Over the first week of the lockdown alone, New Yorkers made more than 11,000 complaints to the city about noisy neighbors, up 23% from the same period last year, according to a study of 311 calls by apartment-rental site Renthop.com. The complaints included musical instruments and loud music, as well as home repairs and unidentified banging noises.
Like other cities, New York has a municipal noise code that sets out maximum decibel levels and hours for noise-generating activity. Most instruments fall well below allowable daytime levels for construction sites, nightclubs and other loud disturbances. Some condos or co-op boards may set stricter policies, according to the Associated Musicians of Greater New York, Local 802 AFM, the city’s musicians’ union.
“Acceptable decibel levels must take into account ambient noise, which in NYC is often very loud,” a union spokesperson said.
Christopher Tefft says he was shocked when a neighbor called the police on an electric bass player in a downstairs unit of their New York building. Mr. Tefft, a musical-theater performer himself, says the bass player is now using headphones.

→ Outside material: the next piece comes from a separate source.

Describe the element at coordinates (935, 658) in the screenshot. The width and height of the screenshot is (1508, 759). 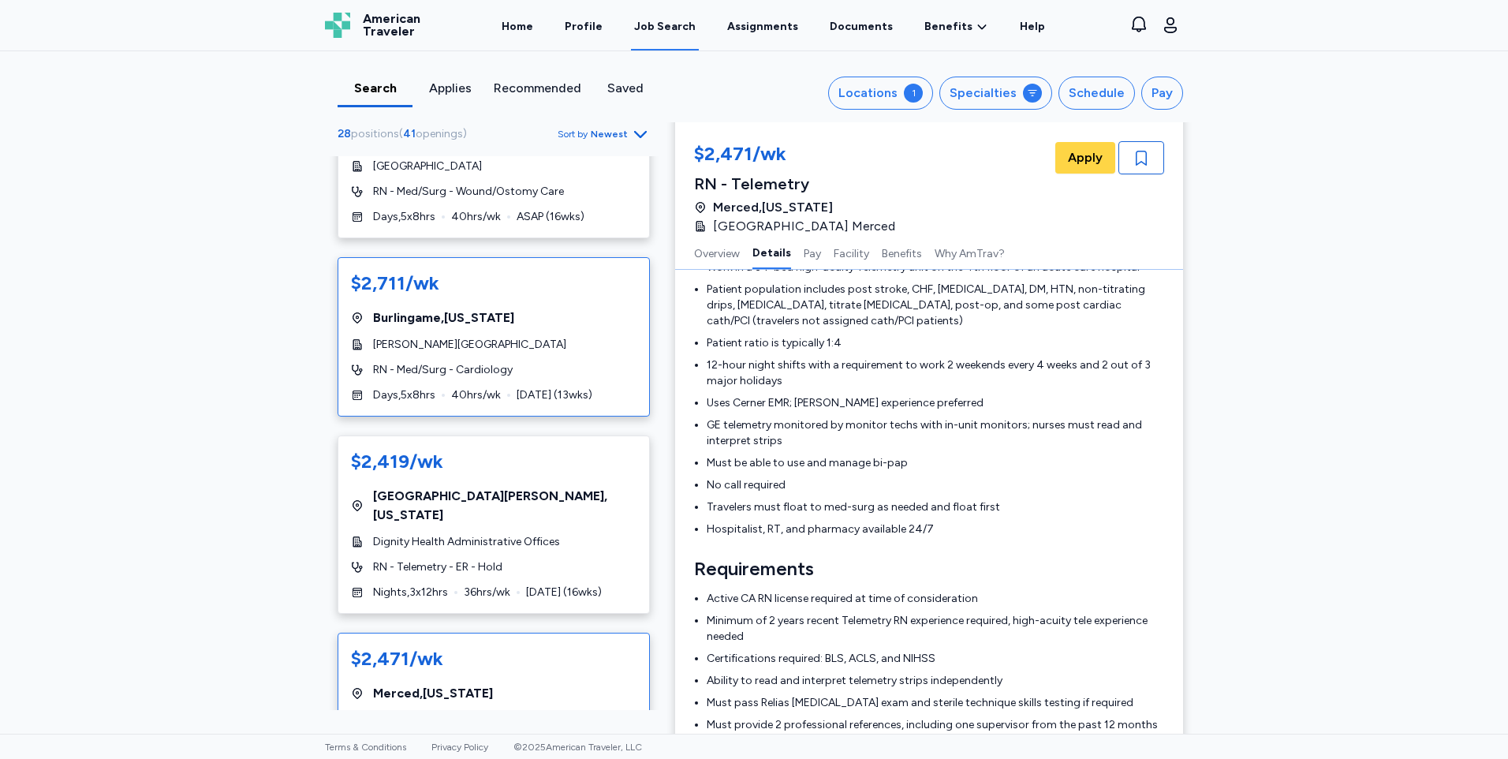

“I think it was rude and completely inappropriate,” he says about the anonymous neighbor who called the cops. “There’s an understanding in New York that we do what we want and leave each other alone.”
Mr. Tefft says he has vowed to keep singing any time he feels like it.
Other musicians are taking a softer approach to pre-empt complaints.
David Ostwald, a 64-year-old tuba player, has started playing “America the Beautiful” out of the fifth-floor window of his uptown Manhattan apartment. He performs every night at 7 p.m., timed to coincide with the city’s nightly salute to medical workers, he says.
Mr. Ostwald, who led a weekly Louis Armstrong tribute band at Birdland, the city’s legendary jazz club, before the lockdown, says he started doing the impromptu shows about a week after he recovered from coronavirus.
He says neighbors gather in front of the building to hear him play, and he’s added “Somewhere Over the Rainbow,” “Amazing Grace” and other inspirational songs.
“I’ve received a lot of positive feedback,” Mr. Ostwald says. As far as he knows, there have been no complaints.